Being friends with Kai makes me feel connected to the world again. It makes me feel grounded.
“I know you think you are, but you aren’t. I’m not saying you don’t feel broken or lost or incomplete without your sistah, but you’re whole. You’re a whole person. Your family might not look the same as it used to, but you’re whole.
‘I can’t do this alone.’ There’s no shame in saying, ‘I’m not okay.’ And your mom knew she couldn’t be any good to you if she was broken a thousand different ways. So she checked into the hospital to take care of her mental health, so that she’d be able to take care of you.”
“So you bettah start treating her like one. You not da only one dat feeling hurt—try t’ink about how she must feel to lose a child.” His eyes burn with memories. “Not so easy, you know, trying fo’ talk story wit’ everybody and trying fo’ act normal when nothing feels like normal—never mind trying fo’ take care of anuddah person. Sometimes it’s real hard jus’ fo’ get out of bed.”
“Grief is only a visitor, but it goin’ stay mo’ longer when it sees you hiding from it.”
“I’m sorry, Lea. I’m sorry I blamed you for Mom not loving me enough. I’m sorry I was so jealous of you. I’m sorry for every horrible thing I ever said to you. I’m sorry I was too selfish to give you your last wish.”
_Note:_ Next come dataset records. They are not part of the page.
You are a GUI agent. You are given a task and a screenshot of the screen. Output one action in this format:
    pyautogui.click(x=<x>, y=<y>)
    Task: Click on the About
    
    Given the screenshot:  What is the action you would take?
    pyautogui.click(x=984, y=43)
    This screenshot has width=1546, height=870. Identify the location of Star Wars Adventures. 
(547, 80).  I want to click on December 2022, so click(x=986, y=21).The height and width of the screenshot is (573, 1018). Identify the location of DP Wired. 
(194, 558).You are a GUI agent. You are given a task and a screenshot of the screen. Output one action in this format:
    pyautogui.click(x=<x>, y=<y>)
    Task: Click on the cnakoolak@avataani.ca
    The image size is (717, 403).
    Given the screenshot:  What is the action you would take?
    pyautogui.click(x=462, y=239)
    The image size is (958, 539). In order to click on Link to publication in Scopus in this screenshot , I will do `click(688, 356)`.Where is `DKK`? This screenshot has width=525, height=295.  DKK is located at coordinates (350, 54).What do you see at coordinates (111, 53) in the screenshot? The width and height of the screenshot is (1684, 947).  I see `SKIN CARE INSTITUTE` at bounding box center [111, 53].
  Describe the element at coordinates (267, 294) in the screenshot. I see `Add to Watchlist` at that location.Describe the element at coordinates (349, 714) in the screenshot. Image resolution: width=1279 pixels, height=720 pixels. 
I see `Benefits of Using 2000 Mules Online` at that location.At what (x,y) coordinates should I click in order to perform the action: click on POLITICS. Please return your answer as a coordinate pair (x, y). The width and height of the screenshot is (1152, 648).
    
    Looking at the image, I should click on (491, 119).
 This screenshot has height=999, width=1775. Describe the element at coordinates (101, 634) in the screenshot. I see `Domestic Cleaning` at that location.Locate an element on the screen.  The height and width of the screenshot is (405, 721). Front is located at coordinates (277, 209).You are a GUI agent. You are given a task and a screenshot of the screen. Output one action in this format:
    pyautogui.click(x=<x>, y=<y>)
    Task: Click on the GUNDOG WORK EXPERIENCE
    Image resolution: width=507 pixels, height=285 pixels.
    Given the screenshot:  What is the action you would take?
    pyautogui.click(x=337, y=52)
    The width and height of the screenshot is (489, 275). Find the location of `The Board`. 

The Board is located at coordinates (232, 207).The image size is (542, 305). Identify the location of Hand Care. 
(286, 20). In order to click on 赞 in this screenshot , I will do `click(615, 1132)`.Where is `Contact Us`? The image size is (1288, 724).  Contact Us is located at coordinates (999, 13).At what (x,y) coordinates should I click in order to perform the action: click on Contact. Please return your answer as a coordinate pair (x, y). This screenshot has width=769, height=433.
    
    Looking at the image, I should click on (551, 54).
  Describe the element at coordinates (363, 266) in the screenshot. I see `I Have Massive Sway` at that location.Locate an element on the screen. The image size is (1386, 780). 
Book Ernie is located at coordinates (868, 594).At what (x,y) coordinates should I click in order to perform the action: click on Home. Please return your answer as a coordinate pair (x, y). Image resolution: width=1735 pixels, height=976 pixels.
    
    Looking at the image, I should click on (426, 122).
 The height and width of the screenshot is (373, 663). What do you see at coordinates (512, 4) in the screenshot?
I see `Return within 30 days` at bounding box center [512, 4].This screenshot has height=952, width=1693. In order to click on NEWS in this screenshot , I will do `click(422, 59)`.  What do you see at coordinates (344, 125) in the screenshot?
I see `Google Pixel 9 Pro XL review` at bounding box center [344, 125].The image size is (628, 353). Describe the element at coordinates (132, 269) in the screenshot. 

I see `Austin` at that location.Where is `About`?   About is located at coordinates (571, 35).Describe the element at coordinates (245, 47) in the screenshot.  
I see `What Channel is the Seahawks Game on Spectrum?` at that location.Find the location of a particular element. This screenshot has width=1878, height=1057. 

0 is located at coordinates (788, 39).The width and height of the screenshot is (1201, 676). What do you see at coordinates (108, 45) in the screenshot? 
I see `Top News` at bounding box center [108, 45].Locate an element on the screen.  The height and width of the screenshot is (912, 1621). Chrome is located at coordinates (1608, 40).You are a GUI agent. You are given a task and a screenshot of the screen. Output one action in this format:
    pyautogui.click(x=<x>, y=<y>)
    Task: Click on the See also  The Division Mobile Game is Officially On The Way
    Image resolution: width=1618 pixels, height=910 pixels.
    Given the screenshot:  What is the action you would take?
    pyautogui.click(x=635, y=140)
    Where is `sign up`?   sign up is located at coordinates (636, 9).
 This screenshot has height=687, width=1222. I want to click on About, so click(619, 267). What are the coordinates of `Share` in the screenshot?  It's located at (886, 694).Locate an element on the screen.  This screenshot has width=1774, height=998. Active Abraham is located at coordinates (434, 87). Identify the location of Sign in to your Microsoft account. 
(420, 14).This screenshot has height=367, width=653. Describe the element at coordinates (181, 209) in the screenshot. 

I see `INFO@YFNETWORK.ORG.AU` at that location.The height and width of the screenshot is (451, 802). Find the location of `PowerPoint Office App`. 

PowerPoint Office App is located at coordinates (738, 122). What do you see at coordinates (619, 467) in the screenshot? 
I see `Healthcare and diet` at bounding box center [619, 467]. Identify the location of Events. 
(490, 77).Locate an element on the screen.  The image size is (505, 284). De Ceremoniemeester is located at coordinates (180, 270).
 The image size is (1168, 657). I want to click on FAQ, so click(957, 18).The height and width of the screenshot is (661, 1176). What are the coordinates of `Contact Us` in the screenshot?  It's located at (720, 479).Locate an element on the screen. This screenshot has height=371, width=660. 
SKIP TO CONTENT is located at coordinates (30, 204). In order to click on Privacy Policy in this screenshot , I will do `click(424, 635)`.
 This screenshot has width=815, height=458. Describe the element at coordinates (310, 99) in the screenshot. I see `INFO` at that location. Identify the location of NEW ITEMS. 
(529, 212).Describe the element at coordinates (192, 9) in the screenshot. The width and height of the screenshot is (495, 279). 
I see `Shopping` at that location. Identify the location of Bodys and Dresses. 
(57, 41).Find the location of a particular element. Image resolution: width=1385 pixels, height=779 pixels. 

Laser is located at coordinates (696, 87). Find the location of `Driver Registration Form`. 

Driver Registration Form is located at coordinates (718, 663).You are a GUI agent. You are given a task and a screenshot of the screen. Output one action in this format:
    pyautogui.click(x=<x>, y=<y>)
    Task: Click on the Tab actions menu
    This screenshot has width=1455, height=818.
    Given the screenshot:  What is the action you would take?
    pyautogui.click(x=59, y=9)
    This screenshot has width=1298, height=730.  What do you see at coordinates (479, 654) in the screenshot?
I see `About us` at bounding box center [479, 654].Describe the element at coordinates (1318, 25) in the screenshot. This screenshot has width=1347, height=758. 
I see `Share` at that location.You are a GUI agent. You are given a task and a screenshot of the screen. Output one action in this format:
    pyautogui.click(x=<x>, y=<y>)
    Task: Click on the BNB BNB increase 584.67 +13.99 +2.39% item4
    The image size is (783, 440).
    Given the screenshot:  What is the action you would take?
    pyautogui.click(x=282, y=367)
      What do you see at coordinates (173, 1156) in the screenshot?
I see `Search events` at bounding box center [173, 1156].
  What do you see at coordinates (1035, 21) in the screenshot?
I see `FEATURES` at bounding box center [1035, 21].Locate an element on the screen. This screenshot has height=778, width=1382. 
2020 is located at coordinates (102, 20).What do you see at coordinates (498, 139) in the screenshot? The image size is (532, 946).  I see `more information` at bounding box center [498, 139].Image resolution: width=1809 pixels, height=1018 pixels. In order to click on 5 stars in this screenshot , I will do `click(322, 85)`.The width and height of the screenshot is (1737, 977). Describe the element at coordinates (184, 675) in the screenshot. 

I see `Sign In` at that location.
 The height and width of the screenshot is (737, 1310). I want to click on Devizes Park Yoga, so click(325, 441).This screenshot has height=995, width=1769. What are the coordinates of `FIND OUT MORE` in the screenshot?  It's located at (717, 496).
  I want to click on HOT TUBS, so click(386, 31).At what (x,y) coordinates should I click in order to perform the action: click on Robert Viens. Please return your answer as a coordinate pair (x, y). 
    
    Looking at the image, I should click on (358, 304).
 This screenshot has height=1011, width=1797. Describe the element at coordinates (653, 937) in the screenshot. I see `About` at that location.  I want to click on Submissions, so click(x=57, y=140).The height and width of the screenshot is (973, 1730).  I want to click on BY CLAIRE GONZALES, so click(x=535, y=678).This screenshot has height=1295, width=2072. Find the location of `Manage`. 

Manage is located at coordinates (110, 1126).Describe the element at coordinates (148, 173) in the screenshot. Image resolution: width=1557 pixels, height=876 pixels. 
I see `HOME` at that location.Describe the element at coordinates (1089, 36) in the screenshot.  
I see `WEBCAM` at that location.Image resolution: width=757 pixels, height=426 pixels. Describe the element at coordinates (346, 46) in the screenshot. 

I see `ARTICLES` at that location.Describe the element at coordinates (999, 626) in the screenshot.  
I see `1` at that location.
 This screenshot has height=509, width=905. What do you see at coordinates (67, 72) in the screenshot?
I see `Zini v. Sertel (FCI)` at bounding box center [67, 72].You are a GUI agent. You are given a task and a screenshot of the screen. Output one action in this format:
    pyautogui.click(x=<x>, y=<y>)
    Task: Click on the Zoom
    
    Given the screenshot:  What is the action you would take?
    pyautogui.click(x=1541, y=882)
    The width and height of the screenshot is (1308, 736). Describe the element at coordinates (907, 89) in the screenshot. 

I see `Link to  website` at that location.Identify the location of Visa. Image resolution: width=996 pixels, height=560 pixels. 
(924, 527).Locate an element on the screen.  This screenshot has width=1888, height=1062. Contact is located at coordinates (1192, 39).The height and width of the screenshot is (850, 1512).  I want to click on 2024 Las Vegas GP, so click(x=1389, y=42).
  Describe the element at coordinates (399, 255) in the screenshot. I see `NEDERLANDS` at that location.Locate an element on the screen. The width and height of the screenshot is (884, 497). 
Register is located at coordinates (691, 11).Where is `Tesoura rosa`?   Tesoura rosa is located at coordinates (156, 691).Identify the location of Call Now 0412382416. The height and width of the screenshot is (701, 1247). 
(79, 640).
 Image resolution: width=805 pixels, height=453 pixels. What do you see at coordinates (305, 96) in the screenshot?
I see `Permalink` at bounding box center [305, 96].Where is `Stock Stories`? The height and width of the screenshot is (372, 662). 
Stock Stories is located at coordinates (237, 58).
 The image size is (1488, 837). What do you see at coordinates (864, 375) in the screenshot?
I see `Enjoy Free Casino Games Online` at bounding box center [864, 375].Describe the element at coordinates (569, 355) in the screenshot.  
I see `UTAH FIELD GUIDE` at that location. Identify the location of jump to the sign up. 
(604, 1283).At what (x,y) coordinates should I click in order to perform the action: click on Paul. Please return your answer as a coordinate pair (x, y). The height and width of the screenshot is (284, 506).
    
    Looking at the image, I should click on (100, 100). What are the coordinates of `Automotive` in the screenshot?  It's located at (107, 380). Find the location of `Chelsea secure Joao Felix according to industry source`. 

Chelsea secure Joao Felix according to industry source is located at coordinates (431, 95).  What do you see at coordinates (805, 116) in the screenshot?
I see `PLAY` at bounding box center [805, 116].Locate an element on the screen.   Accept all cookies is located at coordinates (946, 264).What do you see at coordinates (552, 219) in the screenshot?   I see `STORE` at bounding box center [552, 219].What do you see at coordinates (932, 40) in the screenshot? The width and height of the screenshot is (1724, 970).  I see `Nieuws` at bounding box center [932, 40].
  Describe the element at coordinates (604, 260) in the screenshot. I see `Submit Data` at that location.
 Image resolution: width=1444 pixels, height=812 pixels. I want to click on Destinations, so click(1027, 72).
piece of paper falls out and floats to the ground. I pick it up carefully, studying the handwriting I don’t recognize but know is Mr. Watanabe’s. In neat, swooping letters written with black pen are the words: If you get lost in the darkness, remember to follow the music. Thanks for reminding me to do the same. Even though I’m crying, I’m smiling, too.
And I knew I had to set you free; I knew you couldn’t stay with me. It’s time. I know it’s time. So I’m singing, Good-bye, little bird, I’ll watch you fly into the blue. And when the summer ends, I’ll fly with you.